By David Shepardson
WASHINGTON (Reuters) -A U.S. regulator said on Wednesday it still believes air bag inflators in 49 million U.S. vehicles assembled by 13 automakers pose serious safety risks and is considering a recall.
The issue has been linked to one U.S. fatality and seven injuries following an eight-year government investigation. If the recall goes ahead, it would be the second largest in U.S. history.
The National Highway Traffic Safety Administration argued at a hearing in October that inflators from two air bag manufacturers, ARC Automotive and Delphi Automotive, should be recalled because they can rupture and send metal fragments flying. After automakers raised objections in December, the agency did not immediately finalize its decision.
The agency said Wednesday it was reiterating and updating its original decision, first issued in September, giving automakers another 30 days to respond before it could formally require recalls.
“Common sense requires recognition that metal shrapnel that projects at high velocity and causes injury or death poses an unreasonable risk to safety,” NHTSA said.
Major automakers, including General Motors (NYSE:), Toyota Motor (NYSE:) and Volkswagen (ETR:) and the two airbag makers said in December they were opposing the NHTSA’s bid for recalls.
GM said Wednesday that it “does not believe the evidence at this time provides a basis for an additional recall beyond the vehicle population already included in the existing recalls.”
Reuters reported in October that at least 20 million GM vehicles could be affected, while Stellantis (NYSE:) has 4.9 million vehicles with affected inflators and has reported only one breakage, in 2009.
Stellantis said it was reviewing the NHTSA decision.
Automakers and manufacturers said the risks from this problem were extremely small, calling into question the agency’s analysis and the rationale for the recall.
The inflators in question were used in vehicles produced between 2000 and early 2018 by 13 automakers, including Jaguar Land Rover, Ford (NYSE:), Mercedes-Benz (OTC:), BMW (ETR:), Hyundai (OTC:), Kia and Porsche.
NHTSA first called for a voluntary recall in May 2023, but ARC rejected it.
GM, which recalled 1 million ARC inflators in May 2023 after a breakage resulted in a facial injury to a driver, said in December that a recall would affect “as many as 15% of the more than 300 million registered motor vehicles in the United States.”
Delphi Automotive, part of Autoliv (NYSE:), manufactured approximately 11 million of the inflators through 2004 under a licensing agreement with ARC, which produced the remaining 40 million.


◆ **TASK INSTRUCTIONS**
The records that follow must be reproduced in full, exactly as written.

◆ **MATERIAL FOR THE TASK**
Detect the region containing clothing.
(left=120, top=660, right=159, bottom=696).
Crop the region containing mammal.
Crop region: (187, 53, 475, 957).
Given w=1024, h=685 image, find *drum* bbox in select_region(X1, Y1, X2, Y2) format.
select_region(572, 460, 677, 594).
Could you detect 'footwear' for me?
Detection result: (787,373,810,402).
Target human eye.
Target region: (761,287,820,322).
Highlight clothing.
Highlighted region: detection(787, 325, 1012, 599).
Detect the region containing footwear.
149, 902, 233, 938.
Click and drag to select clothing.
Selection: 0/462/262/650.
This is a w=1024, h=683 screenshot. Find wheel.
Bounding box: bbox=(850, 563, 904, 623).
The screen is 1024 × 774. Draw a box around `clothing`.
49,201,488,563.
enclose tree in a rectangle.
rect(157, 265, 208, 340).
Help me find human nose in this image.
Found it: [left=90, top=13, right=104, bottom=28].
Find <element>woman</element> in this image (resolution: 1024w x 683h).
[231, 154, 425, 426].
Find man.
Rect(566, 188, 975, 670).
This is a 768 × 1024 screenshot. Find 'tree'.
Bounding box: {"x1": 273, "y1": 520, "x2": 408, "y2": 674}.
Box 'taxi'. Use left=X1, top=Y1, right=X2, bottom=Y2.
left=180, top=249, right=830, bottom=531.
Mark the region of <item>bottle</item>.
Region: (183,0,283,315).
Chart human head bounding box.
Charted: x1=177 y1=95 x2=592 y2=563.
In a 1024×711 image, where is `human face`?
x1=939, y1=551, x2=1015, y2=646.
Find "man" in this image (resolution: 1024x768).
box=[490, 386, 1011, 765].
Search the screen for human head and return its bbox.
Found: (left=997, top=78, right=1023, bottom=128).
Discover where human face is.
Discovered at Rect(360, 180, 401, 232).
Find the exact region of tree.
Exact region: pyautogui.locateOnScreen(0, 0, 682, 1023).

◆ **SOLUTION TO THE EXERCISE**
Detect the region containing clothing.
(left=120, top=660, right=159, bottom=696).
Crop the region containing mammal.
Crop region: (187, 53, 475, 957).
Given w=1024, h=685 image, find *drum* bbox in select_region(X1, Y1, X2, Y2) format.
select_region(572, 460, 677, 594).
Could you detect 'footwear' for me?
Detection result: (787,373,810,402).
Target human eye.
Target region: (761,287,820,322).
Highlight clothing.
Highlighted region: detection(787, 325, 1012, 599).
Detect the region containing footwear.
149, 902, 233, 938.
Click and drag to select clothing.
Selection: 0/462/262/650.
This is a w=1024, h=683 screenshot. Find wheel.
Bounding box: bbox=(850, 563, 904, 623).
The screen is 1024 × 774. Draw a box around `clothing`.
49,201,488,563.
enclose tree in a rectangle.
rect(157, 265, 208, 340).
Help me find human nose in this image.
Found it: [left=90, top=13, right=104, bottom=28].
Find <element>woman</element> in this image (resolution: 1024w x 683h).
[231, 154, 425, 426].
Find man.
Rect(566, 188, 975, 670).
This is a 768 × 1024 screenshot. Find 'tree'.
Bounding box: {"x1": 273, "y1": 520, "x2": 408, "y2": 674}.
Box 'taxi'. Use left=X1, top=Y1, right=X2, bottom=Y2.
left=180, top=249, right=830, bottom=531.
Mark the region of <item>bottle</item>.
Region: (183,0,283,315).
Chart human head bounding box.
Charted: x1=177 y1=95 x2=592 y2=563.
In a 1024×711 image, where is `human face`?
x1=939, y1=551, x2=1015, y2=646.
Find "man" in this image (resolution: 1024x768).
box=[490, 386, 1011, 765].
Search the screen for human head and return its bbox.
Found: (left=997, top=78, right=1023, bottom=128).
Discover where human face is.
Discovered at Rect(360, 180, 401, 232).
Find the exact region of tree.
Exact region: pyautogui.locateOnScreen(0, 0, 682, 1023).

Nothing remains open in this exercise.